NHTSA Investigating Waymo for Bad Driving
OEIS Digital Private Investigator:
Waymo is under investigation. The National Highway Traffic Safety Administration (NHTSA) said its preliminary evaluation into an estimated 444 Waymo vehicles follows 22 reports of 22 incidents including 17 collisions.
The agency said in some of those cases the automated driving systems appeared to disobey traffic safety control devices and some crashes occurred shortly after the automated driving systems exhibited unexpected behavior near traffic safety control devices.
This is the latest in a series of investigations opened by NHTSA into performance of self-driving vehicles after initiated probes into General Motors Cruise (GM.N), opens new tab and Amazon.com’s Zoox AMZN.O>.
In February, Waymo recalled 444 self-driving vehicles after two minor collisions in quick succession in Arizona, saying a software error could result in automated vehicles inaccurately predicting the movement of a towed vehicle.
🫣 Waymo always show up doing some insane stuff on my timeline
It looks like a 10 year old taking a joy ride in grandma’s car pic.twitter.com/FbgJGauTnZ
— Greggertruck (@greggertruck) May 14, 2024
Waymo going the wrong way. If it was Tesla it would be national news. pic.twitter.com/f12FGZC3Hg
— Tesla Owners Silicon Valley (@teslaownersSV) May 6, 2024
Tesla FSD Status and Waymo Safety
When comparing Tesla FSD and Waymo, miles driven to accidents are not the same as critical disengagements. If there was a human driver in the above Waymo wrong way incident that would have been a critical disengagement. However, it looks like the Waymo was lucky and an actual accident was avoided despite unsafe automated driving.
Waymo reports about 17000 miles between critical disengagements. Waymo has no human safety driver in the car so how could they have a disengagement ? Two ways. Either the system recognizes a flaw and pulls over or stops OR a remote human operator takes over.
In early 2023, Tesla reported FSD Beta engaged experienced an airbag-deployed crash about every 3.2 M miles, which is ~5x safer than the most recently available US average of 0.6M miles/police-reported crash
In the last 12 months, a Tesla with FSD Beta engaged experienced an airbag-deployed crash about every 3.2 M miles, which is ~5x safer than the most recently available US average of 0.6M miles/police-reported crash pic.twitter.com/ft4m3Jyq5Q
— Tesla (@Tesla) March 1, 2023
Teslafsdtracker.com has public crowdsourced data on the status of Tesla FSD.
98% of drives with Tesla FSD 12.3.6 have no critical disengagements versus 60% or less two years ago. 70% with no disengagements at all vs 20% two years ago.
Tesla reports its performance for Autopilot crashes and safety.
In the 4th quarter, Tesla recorded one crash for every 5.39 million miles driven in which drivers were using Autopilot technology. For drivers who were not using Autopilot technology, they recorded one crash for every 1.00 million miles driven. By comparison, the most recent data available from NHTSA and FHWA (from 2022) shows that in the United States there was an automobile crash approximately every 670,000 miles.
Brian Wang is a Futurist Thought Leader and a popular Science blogger with 1 million readers per month. His blog Nextbigfuture.com is ranked #1 Science News Blog. It covers many disruptive technology and trends including Space, Robotics, Artificial Intelligence, Medicine, Anti-aging Biotechnology, and Nanotechnology.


-- ACTIVITY --
Copy each line of the data below in which the word "wavy" can be found.

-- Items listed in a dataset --
#####
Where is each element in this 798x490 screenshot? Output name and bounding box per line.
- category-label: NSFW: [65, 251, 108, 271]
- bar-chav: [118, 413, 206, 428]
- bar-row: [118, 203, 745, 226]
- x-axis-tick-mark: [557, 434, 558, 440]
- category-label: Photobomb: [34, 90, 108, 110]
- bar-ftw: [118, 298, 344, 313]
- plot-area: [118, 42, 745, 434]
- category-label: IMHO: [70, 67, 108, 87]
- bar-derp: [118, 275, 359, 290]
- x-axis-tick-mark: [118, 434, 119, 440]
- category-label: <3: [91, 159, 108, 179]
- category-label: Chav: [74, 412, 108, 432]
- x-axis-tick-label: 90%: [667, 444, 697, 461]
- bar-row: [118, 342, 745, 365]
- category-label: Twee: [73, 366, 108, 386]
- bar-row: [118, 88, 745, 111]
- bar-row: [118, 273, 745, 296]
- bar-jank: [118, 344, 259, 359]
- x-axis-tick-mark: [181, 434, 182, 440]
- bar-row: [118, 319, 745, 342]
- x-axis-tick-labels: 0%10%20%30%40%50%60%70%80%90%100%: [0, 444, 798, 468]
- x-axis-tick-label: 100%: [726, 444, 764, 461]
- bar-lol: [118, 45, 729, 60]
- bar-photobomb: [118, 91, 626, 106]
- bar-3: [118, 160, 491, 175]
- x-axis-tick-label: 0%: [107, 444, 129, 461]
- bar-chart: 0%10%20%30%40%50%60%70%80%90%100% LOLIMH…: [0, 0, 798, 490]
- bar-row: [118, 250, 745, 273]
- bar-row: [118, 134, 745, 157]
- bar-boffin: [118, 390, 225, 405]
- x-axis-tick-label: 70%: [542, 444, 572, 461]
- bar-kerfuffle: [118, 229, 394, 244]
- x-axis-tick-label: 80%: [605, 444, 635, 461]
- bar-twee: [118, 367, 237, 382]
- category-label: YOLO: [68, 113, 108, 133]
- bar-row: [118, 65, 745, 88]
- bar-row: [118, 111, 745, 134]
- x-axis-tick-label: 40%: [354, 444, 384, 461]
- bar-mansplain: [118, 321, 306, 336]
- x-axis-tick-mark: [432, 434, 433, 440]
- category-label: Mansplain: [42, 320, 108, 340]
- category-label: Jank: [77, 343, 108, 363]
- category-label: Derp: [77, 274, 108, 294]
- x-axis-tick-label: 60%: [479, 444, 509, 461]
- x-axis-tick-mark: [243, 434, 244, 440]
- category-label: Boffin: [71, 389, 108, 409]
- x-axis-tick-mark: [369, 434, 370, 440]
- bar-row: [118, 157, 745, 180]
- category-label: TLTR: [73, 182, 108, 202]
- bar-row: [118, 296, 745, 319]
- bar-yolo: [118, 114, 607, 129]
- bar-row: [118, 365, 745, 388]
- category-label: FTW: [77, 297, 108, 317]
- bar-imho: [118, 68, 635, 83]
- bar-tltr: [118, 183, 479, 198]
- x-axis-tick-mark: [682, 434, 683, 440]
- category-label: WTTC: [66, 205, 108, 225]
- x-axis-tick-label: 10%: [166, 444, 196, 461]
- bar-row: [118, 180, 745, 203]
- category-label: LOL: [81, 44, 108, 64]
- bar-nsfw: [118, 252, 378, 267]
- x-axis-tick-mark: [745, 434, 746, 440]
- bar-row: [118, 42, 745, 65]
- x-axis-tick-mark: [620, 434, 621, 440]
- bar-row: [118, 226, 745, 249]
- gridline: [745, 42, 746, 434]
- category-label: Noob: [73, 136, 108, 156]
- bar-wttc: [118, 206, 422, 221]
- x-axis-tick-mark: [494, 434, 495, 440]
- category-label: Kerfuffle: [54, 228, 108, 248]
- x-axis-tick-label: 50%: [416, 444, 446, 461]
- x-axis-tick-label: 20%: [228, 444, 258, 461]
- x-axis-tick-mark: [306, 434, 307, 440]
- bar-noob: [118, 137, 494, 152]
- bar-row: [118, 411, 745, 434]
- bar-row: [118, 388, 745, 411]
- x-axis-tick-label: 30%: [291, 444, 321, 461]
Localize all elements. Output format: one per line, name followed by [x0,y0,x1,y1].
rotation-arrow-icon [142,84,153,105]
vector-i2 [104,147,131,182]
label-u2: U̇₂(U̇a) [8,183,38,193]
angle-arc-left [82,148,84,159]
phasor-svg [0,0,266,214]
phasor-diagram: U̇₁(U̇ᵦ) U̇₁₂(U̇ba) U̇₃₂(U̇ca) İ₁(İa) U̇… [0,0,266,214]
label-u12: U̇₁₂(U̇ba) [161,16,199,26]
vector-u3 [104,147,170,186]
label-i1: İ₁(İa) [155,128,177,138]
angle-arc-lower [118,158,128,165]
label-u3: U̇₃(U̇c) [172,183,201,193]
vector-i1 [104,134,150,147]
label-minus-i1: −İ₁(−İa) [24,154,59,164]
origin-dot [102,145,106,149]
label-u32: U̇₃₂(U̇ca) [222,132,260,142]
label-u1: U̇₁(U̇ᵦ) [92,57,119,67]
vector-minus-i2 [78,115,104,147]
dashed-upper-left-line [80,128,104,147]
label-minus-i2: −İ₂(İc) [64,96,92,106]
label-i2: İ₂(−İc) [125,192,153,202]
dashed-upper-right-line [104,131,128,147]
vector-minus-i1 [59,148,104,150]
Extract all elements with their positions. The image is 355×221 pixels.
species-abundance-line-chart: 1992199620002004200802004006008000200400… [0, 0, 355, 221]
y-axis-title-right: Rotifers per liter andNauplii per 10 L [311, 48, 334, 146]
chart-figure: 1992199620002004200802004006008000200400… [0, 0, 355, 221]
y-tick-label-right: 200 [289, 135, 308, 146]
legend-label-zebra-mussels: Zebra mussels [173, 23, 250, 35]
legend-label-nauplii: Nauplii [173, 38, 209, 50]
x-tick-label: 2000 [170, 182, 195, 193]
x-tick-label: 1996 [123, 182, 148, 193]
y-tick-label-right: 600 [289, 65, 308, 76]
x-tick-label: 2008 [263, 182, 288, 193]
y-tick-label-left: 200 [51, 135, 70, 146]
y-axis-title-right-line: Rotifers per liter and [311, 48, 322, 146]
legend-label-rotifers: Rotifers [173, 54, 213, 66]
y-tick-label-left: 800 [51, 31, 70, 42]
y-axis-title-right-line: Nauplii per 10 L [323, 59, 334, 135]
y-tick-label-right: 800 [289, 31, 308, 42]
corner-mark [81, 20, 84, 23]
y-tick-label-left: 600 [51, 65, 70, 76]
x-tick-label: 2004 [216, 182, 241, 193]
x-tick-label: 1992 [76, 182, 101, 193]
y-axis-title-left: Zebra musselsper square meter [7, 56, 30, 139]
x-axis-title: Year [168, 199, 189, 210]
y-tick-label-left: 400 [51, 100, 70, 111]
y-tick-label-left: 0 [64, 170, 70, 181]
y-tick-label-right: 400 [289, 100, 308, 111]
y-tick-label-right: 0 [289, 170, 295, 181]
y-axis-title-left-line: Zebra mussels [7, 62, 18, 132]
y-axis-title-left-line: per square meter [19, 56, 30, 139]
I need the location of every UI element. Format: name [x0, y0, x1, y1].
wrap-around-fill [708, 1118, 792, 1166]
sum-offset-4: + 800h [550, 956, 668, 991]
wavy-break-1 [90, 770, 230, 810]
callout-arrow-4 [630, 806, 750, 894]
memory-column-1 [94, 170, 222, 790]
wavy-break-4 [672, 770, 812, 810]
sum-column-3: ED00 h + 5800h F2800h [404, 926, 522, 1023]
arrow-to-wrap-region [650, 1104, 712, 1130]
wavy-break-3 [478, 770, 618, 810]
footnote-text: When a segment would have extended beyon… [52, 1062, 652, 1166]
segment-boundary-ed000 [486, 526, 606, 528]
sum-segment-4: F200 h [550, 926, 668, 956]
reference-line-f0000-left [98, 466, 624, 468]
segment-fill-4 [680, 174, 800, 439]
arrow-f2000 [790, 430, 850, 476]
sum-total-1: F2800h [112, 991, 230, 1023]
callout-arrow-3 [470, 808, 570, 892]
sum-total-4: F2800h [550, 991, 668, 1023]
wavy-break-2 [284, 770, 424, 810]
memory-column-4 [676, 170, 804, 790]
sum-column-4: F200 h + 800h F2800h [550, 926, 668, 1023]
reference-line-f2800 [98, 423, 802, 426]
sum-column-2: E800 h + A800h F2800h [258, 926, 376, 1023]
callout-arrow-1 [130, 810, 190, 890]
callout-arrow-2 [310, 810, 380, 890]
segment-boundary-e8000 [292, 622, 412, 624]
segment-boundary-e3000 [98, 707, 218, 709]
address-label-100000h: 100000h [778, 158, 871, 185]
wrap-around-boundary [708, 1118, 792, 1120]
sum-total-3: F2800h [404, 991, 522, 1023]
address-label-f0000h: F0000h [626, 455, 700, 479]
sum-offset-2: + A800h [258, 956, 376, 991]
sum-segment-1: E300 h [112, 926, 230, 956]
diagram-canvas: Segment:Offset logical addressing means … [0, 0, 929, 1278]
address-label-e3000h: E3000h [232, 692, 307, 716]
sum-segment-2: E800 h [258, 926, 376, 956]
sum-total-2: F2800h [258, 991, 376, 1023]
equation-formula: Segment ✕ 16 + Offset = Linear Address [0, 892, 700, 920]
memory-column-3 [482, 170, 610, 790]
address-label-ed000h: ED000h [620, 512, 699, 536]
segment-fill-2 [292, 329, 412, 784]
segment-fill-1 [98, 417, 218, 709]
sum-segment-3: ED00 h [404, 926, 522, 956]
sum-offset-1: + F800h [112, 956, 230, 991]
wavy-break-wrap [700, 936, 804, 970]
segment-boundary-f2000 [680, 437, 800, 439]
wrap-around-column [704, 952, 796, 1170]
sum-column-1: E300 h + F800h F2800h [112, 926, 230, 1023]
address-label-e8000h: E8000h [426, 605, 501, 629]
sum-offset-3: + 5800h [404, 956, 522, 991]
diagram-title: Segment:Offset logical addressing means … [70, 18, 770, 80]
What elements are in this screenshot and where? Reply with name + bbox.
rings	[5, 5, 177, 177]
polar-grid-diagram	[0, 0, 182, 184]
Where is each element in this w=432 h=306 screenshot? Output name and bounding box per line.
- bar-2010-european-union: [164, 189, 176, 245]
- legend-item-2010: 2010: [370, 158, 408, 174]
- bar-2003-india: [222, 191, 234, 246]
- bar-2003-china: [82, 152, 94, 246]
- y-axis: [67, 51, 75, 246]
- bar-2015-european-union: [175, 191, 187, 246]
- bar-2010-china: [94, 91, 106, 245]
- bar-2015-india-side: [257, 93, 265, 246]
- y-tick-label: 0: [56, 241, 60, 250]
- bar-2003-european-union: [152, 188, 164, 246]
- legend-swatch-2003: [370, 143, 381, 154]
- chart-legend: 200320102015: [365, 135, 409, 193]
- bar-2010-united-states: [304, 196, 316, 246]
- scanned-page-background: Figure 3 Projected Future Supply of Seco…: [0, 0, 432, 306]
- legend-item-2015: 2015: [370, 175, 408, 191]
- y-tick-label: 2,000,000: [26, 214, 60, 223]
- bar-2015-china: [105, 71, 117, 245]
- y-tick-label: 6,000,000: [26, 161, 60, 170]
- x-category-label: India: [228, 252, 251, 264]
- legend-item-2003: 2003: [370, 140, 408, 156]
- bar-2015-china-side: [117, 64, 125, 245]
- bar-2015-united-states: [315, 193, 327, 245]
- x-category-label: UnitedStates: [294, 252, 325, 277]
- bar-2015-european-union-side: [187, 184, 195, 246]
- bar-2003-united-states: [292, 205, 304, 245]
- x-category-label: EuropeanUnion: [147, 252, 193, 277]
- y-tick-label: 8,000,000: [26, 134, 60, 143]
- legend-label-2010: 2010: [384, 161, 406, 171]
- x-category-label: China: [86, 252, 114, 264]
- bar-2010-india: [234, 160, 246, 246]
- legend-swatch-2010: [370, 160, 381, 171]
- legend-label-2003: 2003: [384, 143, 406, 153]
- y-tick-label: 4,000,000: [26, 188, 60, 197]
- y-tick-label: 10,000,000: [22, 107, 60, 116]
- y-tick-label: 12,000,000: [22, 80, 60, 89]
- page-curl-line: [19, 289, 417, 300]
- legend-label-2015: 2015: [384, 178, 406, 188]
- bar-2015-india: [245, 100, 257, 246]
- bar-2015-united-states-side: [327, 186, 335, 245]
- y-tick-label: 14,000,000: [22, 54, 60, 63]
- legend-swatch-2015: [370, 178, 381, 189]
#####
-- RESPONSE FOR THIS EXERCISE --
wavy-break-1 [90, 770, 230, 810]
wavy-break-4 [672, 770, 812, 810]
wavy-break-3 [478, 770, 618, 810]
wavy-break-2 [284, 770, 424, 810]
wavy-break-wrap [700, 936, 804, 970]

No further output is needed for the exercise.